Whatever role you’re recruiting for, you need to define what success looks like before you start. This is never more true than when your next hire could be the key to your team’s success next season, and yet, when it comes to Head Coach recruitment, success criteria often get lost, hijacked by emotion amidst a sea of names, experiences and character traits.

Head Coach Recruitment Myths

We’ve come across numerous myths from potential hires around what the criteria for a new Head Coach may be, a few of our favourites including:

  1. Results and winning are the only measure of success
  2. They’ve got to have experience in that league
  3. If they promise to get you promoted, they’ll get the job

Using any of these as the basis for a hire may seem like an obvious win, but in reality, it’s a shallow and short-sighted approach. If you want success, you have to think about what the key performance indicators (KPIs) are. Promotion might be the result, but it’s a purely binary outcome. You need to think about what will make someone a good fit for the role. What is right for your club’s performance strategic objectives?  How do you align these with a coach that can deliver those KPIs and culturally fit and strengthen your club’s environment?

Steve Cooper: A Successful Head Coach Hire

A great example of a successful head coach hire was Swansea City AFC’s appointment of Steve Cooper in 2019. With just two seasons under his belt in the Championship, this latest season was capped off with Steve leading his side in the Premier League play-off final against Brentford, having reached the play-offs at the first attempt last year too.

We presented Steve as the leading candidate for the coaching position at Swansea, despite not having any previous experience in the Championship. We identified him as the best person for the role because he fitted their criteria closer than anyone else: a proven track record of developing players, and a unique methodology when it comes to his coaching style and way of thinking.

Importantly, the success criteria for Steve’s role weren’t to get the team promoted. Instead, the KPIs were centred around youth minutes, using and developing academy players, returning to a style of play, and being able to operate on a budget knowing key players were going to be sold.

When we met Steve we felt straightaway he was the one.

Steve’s impact clearly had an effect on others in football. Young players such as Rhian Brewster and Conor Hourihane have publicly credited the Head Coach as their reason for joining the Welsh side. Upon his appointment, Leon Britton is quoted to have said “when we met Steve we felt straightaway he was the one”, and former Swansea Chairman Trevor Birch stated that Steve “is hugely organised, he has great empathy with people and he is very much a collaborative manager – there’s no real hierarchy.”

Evidence-based Approach

Which is why an evidence-based approach can have such an impact when recruiting for any role in sport, as it allows you to identify a candidate’s strengths and weaknesses, and set KPIs that are achievable.

In essence, it’s not about profile or experience in the league; it’s about being able to unpick the character and capabilities you believe is important to the identity of your club. Once you have these criteria in place, and select the candidate you feel best fits the role, you can then build the support team around your main hire, to ensure long-term success.

Steve Cooper has repositioned his club to be successful in the future. And although his side didn’t gain that Premier League promotion this season, he’s achieved what he was actually tasked with, and in our eyes… that’s winning.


# Problem
Every record is to be copied unchanged, except that its pictures are removed.
:: Material shown ::
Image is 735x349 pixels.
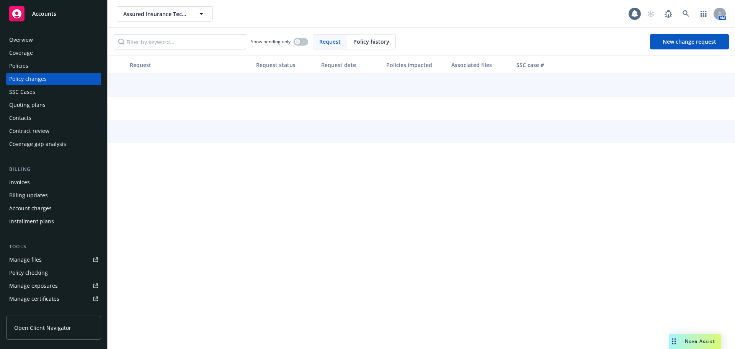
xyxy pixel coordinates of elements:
div: Drag to move [669,334,679,349]
a: Manage files [6,253,101,266]
div: SSC case # [517,61,568,69]
div: SSC Cases [9,86,35,98]
div: Installment plans [9,215,54,227]
button: Request [127,56,253,74]
button: Assured Insurance Technologies, Inc. [117,6,213,21]
a: Contacts [6,112,101,124]
button: Policies impacted [383,56,448,74]
div: Billing updates [9,189,48,201]
a: Policy checking [6,267,101,279]
a: Coverage [6,47,101,59]
a: Quoting plans [6,99,101,111]
div: Associated files [451,61,510,69]
div: Quoting plans [9,99,46,111]
button: SSC case # [514,56,571,74]
span: Nova Assist [685,338,715,344]
div: Manage certificates [9,293,59,305]
a: Overview [6,34,101,46]
a: Coverage gap analysis [6,138,101,150]
a: Policies [6,60,101,72]
div: Policy changes [9,73,47,85]
div: Tools [6,243,101,250]
div: Manage claims [9,306,48,318]
span: Assured Insurance Technologies, Inc. [123,10,190,18]
div: Contacts [9,112,31,124]
div: Overview [9,34,33,46]
button: Request date [318,56,383,74]
a: Manage certificates [6,293,101,305]
span: Policy history [353,38,389,46]
span: Show pending only [251,38,291,45]
input: Filter by keyword... [114,34,246,49]
div: Request [130,61,250,69]
div: Manage exposures [9,280,58,292]
a: Manage claims [6,306,101,318]
div: Invoices [9,176,30,188]
a: Start snowing [643,6,659,21]
a: Manage exposures [6,280,101,292]
a: Contract review [6,125,101,137]
a: New change request [650,34,729,49]
div: Billing [6,165,101,173]
a: Switch app [696,6,711,21]
div: Request date [321,61,380,69]
a: Account charges [6,202,101,214]
div: Account charges [9,202,52,214]
a: Report a Bug [661,6,676,21]
div: Coverage [9,47,33,59]
div: Policy checking [9,267,48,279]
div: Policies impacted [386,61,445,69]
div: Request status [256,61,315,69]
span: Accounts [32,11,56,17]
button: Nova Assist [669,334,721,349]
div: Manage files [9,253,42,266]
a: Search [679,6,694,21]
a: Installment plans [6,215,101,227]
div: Contract review [9,125,49,137]
button: Associated files [448,56,514,74]
a: Invoices [6,176,101,188]
span: Request [319,38,341,46]
a: Accounts [6,3,101,25]
div: Policies [9,60,28,72]
a: SSC Cases [6,86,101,98]
span: New change request [663,38,716,45]
span: Open Client Navigator [14,324,71,332]
div: Coverage gap analysis [9,138,66,150]
button: Request status [253,56,318,74]
a: Billing updates [6,189,101,201]
a: Policy changes [6,73,101,85]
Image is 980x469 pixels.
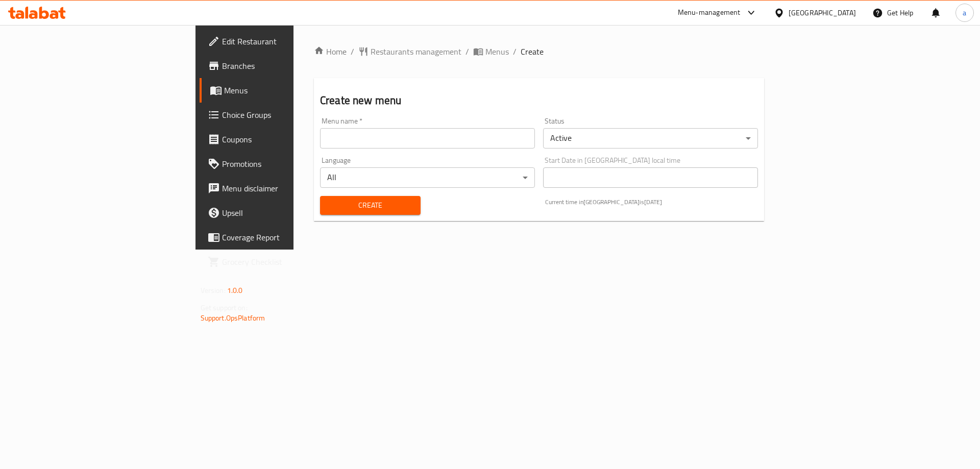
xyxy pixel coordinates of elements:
div: All [320,168,535,188]
button: Create [320,196,420,215]
a: Menu disclaimer [200,176,359,200]
h2: Create new menu [320,93,759,108]
input: Please enter Menu name [320,128,535,149]
span: Restaurants management [371,46,461,58]
span: Create [328,199,412,212]
a: Coverage Report [200,225,359,249]
a: Menus [200,78,359,103]
div: Menu-management [678,7,741,19]
span: Get support on: [200,301,247,314]
span: 1.0.0 [227,284,243,297]
span: Create [521,46,544,58]
p: Current time in [GEOGRAPHIC_DATA] is [DATE] [545,198,759,207]
a: Promotions [200,152,359,176]
nav: breadcrumb [314,46,765,58]
li: / [465,46,469,58]
a: Coupons [200,127,359,152]
span: Menu disclaimer [222,182,351,194]
a: Support.OpsPlatform [200,312,266,324]
a: Grocery Checklist [200,249,359,274]
span: Branches [222,60,351,72]
div: [GEOGRAPHIC_DATA] [788,7,856,18]
span: Edit Restaurant [222,35,351,48]
a: Branches [200,54,359,78]
li: / [513,46,517,58]
span: Menus [485,46,509,58]
span: Coupons [222,134,351,146]
span: Version: [200,284,226,297]
a: Edit Restaurant [200,29,359,54]
span: Coverage Report [222,231,351,243]
a: Choice Groups [200,103,359,127]
span: Choice Groups [222,109,351,121]
span: a [963,7,966,18]
span: Promotions [222,157,351,170]
span: Upsell [222,207,351,219]
a: Upsell [200,200,359,225]
a: Menus [473,46,509,58]
div: Active [543,128,759,149]
a: Restaurants management [358,46,461,58]
span: Grocery Checklist [222,256,351,268]
span: Menus [224,85,351,97]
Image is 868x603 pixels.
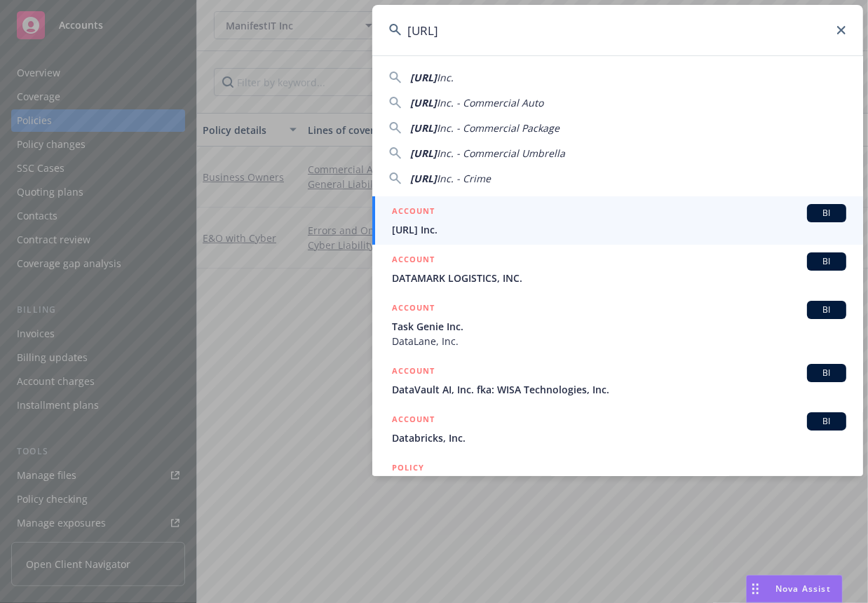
:::
# Result for this task
Image is 735x349 pixels.
xyxy pixel coordinates of elements:
div: Drag to move [669,334,679,349]
a: Manage files [6,253,101,266]
div: SSC case # [517,61,568,69]
div: SSC Cases [9,86,35,98]
div: Installment plans [9,215,54,227]
button: Request [127,56,253,74]
button: Assured Insurance Technologies, Inc. [117,6,213,21]
a: Contacts [6,112,101,124]
button: Policies impacted [383,56,448,74]
div: Billing updates [9,189,48,201]
a: Policy checking [6,267,101,279]
a: Coverage [6,47,101,59]
a: Quoting plans [6,99,101,111]
div: Associated files [451,61,510,69]
div: Quoting plans [9,99,46,111]
button: SSC case # [514,56,571,74]
span: Nova Assist [685,338,715,344]
div: Manage certificates [9,293,59,305]
a: Overview [6,34,101,46]
a: Coverage gap analysis [6,138,101,150]
a: Policies [6,60,101,72]
div: Policy changes [9,73,47,85]
div: Tools [6,243,101,250]
div: Manage claims [9,306,48,318]
span: Assured Insurance Technologies, Inc. [123,10,190,18]
div: Contacts [9,112,31,124]
div: Overview [9,34,33,46]
button: Request date [318,56,383,74]
a: Manage certificates [6,293,101,305]
span: Policy history [353,38,389,46]
span: Show pending only [251,38,291,45]
input: Filter by keyword... [114,34,246,49]
div: Request [130,61,250,69]
div: Manage exposures [9,280,58,292]
a: Manage claims [6,306,101,318]
div: Invoices [9,176,30,188]
a: Start snowing [643,6,659,21]
a: Manage exposures [6,280,101,292]
a: Contract review [6,125,101,137]
a: New change request [650,34,729,49]
div: Billing [6,165,101,173]
a: Switch app [696,6,711,21]
div: Request date [321,61,380,69]
a: Account charges [6,202,101,214]
div: Account charges [9,202,52,214]
a: Report a Bug [661,6,676,21]
div: Coverage [9,47,33,59]
div: Policy checking [9,267,48,279]
div: Policies impacted [386,61,445,69]
div: Request status [256,61,315,69]
span: Accounts [32,11,56,17]
button: Nova Assist [669,334,721,349]
div: Manage files [9,253,42,266]
a: Search [679,6,694,21]
a: Installment plans [6,215,101,227]
div: Contract review [9,125,49,137]
button: Associated files [448,56,514,74]
a: Invoices [6,176,101,188]
span: Request [319,38,341,46]
a: Accounts [6,3,101,25]
div: Policies [9,60,28,72]
a: SSC Cases [6,86,101,98]
span: New change request [663,38,716,45]
span: Open Client Navigator [14,324,71,332]
div: Coverage gap analysis [9,138,66,150]
button: Request status [253,56,318,74]
a: Billing updates [6,189,101,201]
a: Policy changes [6,73,101,85]
Image is 980x469 pixels.
xyxy pixel coordinates of elements:
div: All [320,168,535,188]
button: Create [320,196,420,215]
a: Menu disclaimer [200,176,359,200]
h2: Create new menu [320,93,759,108]
input: Please enter Menu name [320,128,535,149]
span: Restaurants management [371,46,461,58]
span: Create [328,199,412,212]
a: Coverage Report [200,225,359,249]
a: Menus [200,78,359,103]
div: Menu-management [678,7,741,19]
span: Get support on: [200,301,247,314]
span: 1.0.0 [227,284,243,297]
span: Create [521,46,544,58]
p: Current time in [GEOGRAPHIC_DATA] is [DATE] [545,198,759,207]
a: Promotions [200,152,359,176]
nav: breadcrumb [314,46,765,58]
li: / [465,46,469,58]
a: Coupons [200,127,359,152]
span: Menu disclaimer [222,182,351,194]
a: Support.OpsPlatform [200,312,266,324]
a: Grocery Checklist [200,249,359,274]
span: Branches [222,60,351,72]
div: [GEOGRAPHIC_DATA] [788,7,856,18]
span: Edit Restaurant [222,35,351,48]
a: Branches [200,54,359,78]
li: / [513,46,517,58]
span: Menus [485,46,509,58]
span: Coupons [222,134,351,146]
span: Version: [200,284,226,297]
a: Edit Restaurant [200,29,359,54]
span: Coverage Report [222,231,351,243]
a: Choice Groups [200,103,359,127]
span: Choice Groups [222,109,351,121]
span: a [963,7,966,18]
span: Promotions [222,157,351,170]
span: Upsell [222,207,351,219]
a: Upsell [200,200,359,225]
a: Menus [473,46,509,58]
div: Active [543,128,759,149]
a: Restaurants management [358,46,461,58]
span: Grocery Checklist [222,256,351,268]
span: Menus [224,85,351,97]
Image is 868x603 pixels.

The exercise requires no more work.